The inspiration? A new pair of sunglasses. I loved how the world looked through those lenses. Warm, soft, slightly nostalgic. I wanted to recreate that through the camera, and after some tweaking and trial-and-error, Holiday Radeon was the result.
I’ve shared the full recipe here:
Holiday Radeon Fujifilm Recipe

Shooting with a Fixed Lens and a Fixed Mindset
Shooting with the X100VI means embracing limitation. No zoom. No lens swapping. Just you, your feet, and the light you’ve got. That suited this trip.
I tried to avoid the usual habit of seeing something, snapping one photo, and moving on. Instead, I slowed down. Reframed. Looked again.
One example was a small ferry boat moored near our apartment. I took different compositions of it across the week. One straight-on with perfect symmetry, another from the cliffs during a coastal walk. Same boat, completely different feeling.

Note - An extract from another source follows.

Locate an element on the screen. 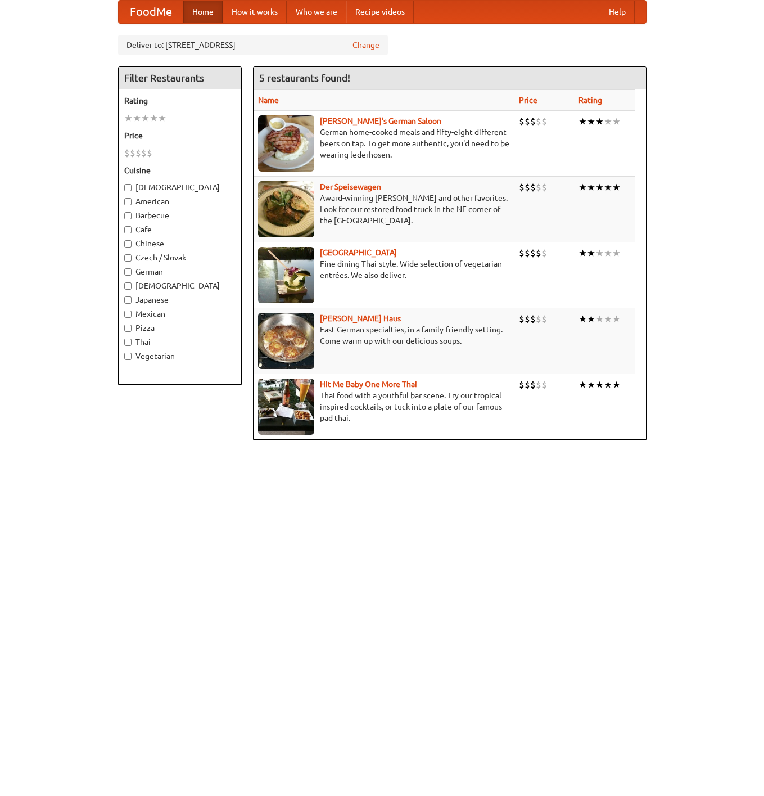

That became a bit of a theme.




The Plane Engine Shot
Taken mid-flight through the window. The red engine glows in the sun, with my silhouette in the corner grounding the perspective. A retro feel without trying too hard.

Shadows on the Balcony
Shot using spot metering. The subject’s in deep shadow, the sky is bright and clear. You’re left asking what she’s looking at.

The Mini Grand Canyon
A tourist snapping a family photo, silhouetted against the darkness of a cave. I left in the sunscreen bottle and other background details. It feels honest. Unstaged.

Cat and the Coke Can
Clean lines, minimal colours, and two points of interest that raise more questions than answers. The red can and black cat pop out against a muted background. Very Mediterranean.
Gran Canaria Light
Gran Canaria gave me a lot to work with. Strong sunlight, hazy evenings, faded architecture, strange signage. The kind of stuff that looks best with warmth and softness baked in.
That’s where Holiday Radeon worked well. It suited the beige walkways, sun-bleached signage, and the soft blue tones of sea and sky. A great match for this kind of location.
Final Thoughts
This wasn’t a photography trip, but it turned into one. Around 70 photos made the final cut. Most were JPEGs straight out of camera using Holiday Radeon with little to no editing. That’s what I love about Fujifilm. When the recipe fits, the camera does the work for you.
Would I change anything? Maybe. I’m still learning to embrace imperfection and avoid over-editing. But this trip felt like a step in the right direction.